After perpetuating ambiguity, News must find truth
So: Aliza Shvarts ’08 doesn’t get to hang her senior project; Art Department lecturer Pia Lindman has been suspended and another Yale official disciplined; Chase Olivarius-McAllister ’09 wants Yale College Dean Salovey out; and Salovey himself has gone white as a sheet — he is appalled. Meantime, prefrosh tread nervously the campus greens these Bulldog Days, knowing that they, the fetuses of Yale, are at special risk.
I don’t know much about the News and its inner workings, but if college has taught me one thing, it’s the importance of novelty in interpretation, the necessity of...
excellent guest column. my initial reaction to this last week was that the YDN deserves most of the blame and/or credit for the whole thing.
rock on, big daddy murph!
THANK YOU. I don't think the News should be motivated by concern for "Yale and its reputation," but this was terrible journalism. And the columns -- Shvarts' own and the one by Chase O-M -- made it obvious that the News was just fanning the flames to milk the story in lieu of new information.
I’m glad someone is bringing this point up - if she is lying to deans, faculty, peers....will Yale really give her a diploma? I did a quick search of the Yale website, is there no honor or discipline code? I’d be interested to see if this student is in violation…of something.
Yeah, that's right, take no personal responsibility. Well done.
my sentiments exactly, except i would go one step further.
i don't think they were trying to milk it, i think they are just incompetent journalists. regular students pretentiously trying (but failing) to live in the shadow of luce and buckley and all the famous EICs of yesteryear, if you will.

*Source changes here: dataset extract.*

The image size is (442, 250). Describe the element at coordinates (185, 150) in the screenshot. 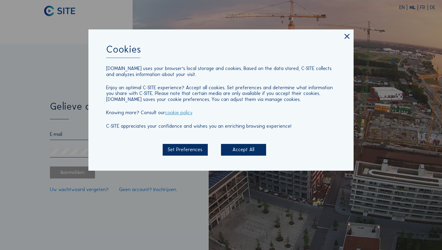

their breaking of this story was atrocious. as you rightly point out, the sourcing was limited to shvart's friend and the student groups on both sides of the abortion debate.

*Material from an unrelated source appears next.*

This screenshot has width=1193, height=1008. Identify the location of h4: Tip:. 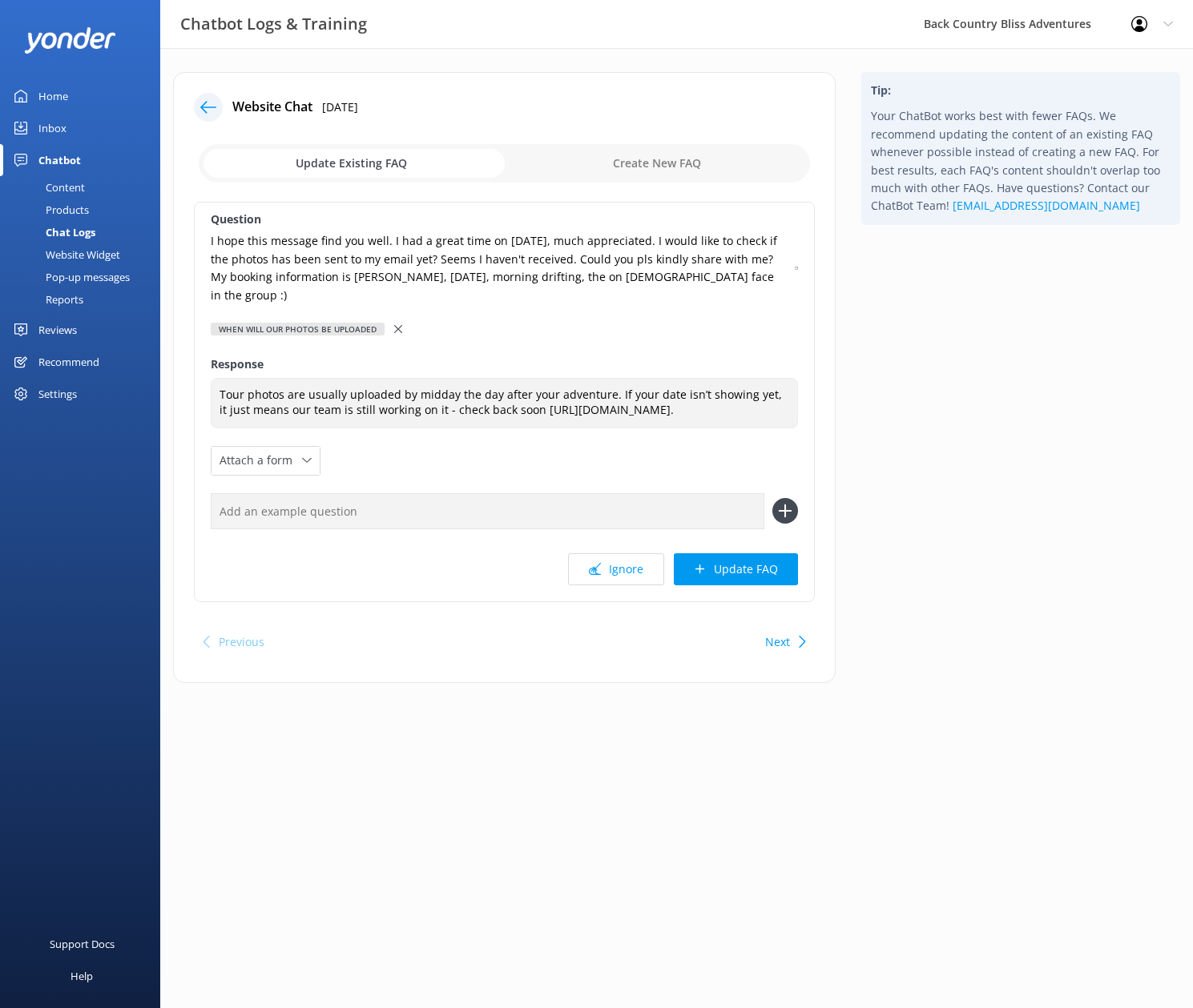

was this because they wanted to spark debate?
i don't even give them that much credit. i think the reporter got the sources she had easiest access to (ie. undergrads), and the editors rushed the story out without pausing to think about its implications.

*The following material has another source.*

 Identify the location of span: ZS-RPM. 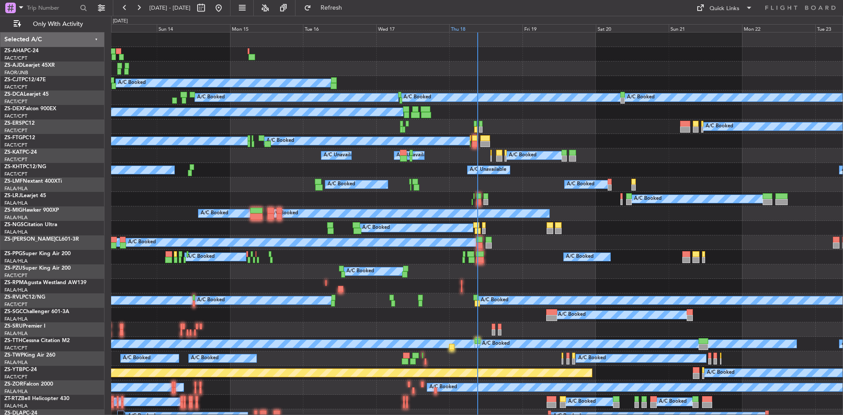
(14, 283).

the average yalie would have realized how huge the story was, and would naturally have wanted to know what actually happened, as opposed to what shvarts said her project was about. apparently, the folks at 202 york aren't thinking like the average yalie at 4.30 in the morning when they are editing the paper. apparently, they didn't stop to think that it would be wise to hold off the story until they got better sourcing.
go on and found the next time magazine? guys, the odds of you doing that are the same as mine. zero to none.
An even more important point about this story is not the factual "can she inseminate herself" question but whether or not she was delusional enough to try.
For many people the issue is whether or not the student is cognizant of what she's doing. Self-mutilation is not out of the question regardless of the rhetoric and breeding factoids.
If Yale has an imbalanced individual on their hands then someone should start paying attention.
#6, I too blame Eamon Murphy for this fiasco.
they did get to the bottom of it, albeit a week late.
http://www.yaledailynews.com/articles/view/24630
How about taking a piece of the project over to the Yale labs and seeing if its real blood? Seems easy enough and would give us all an answer.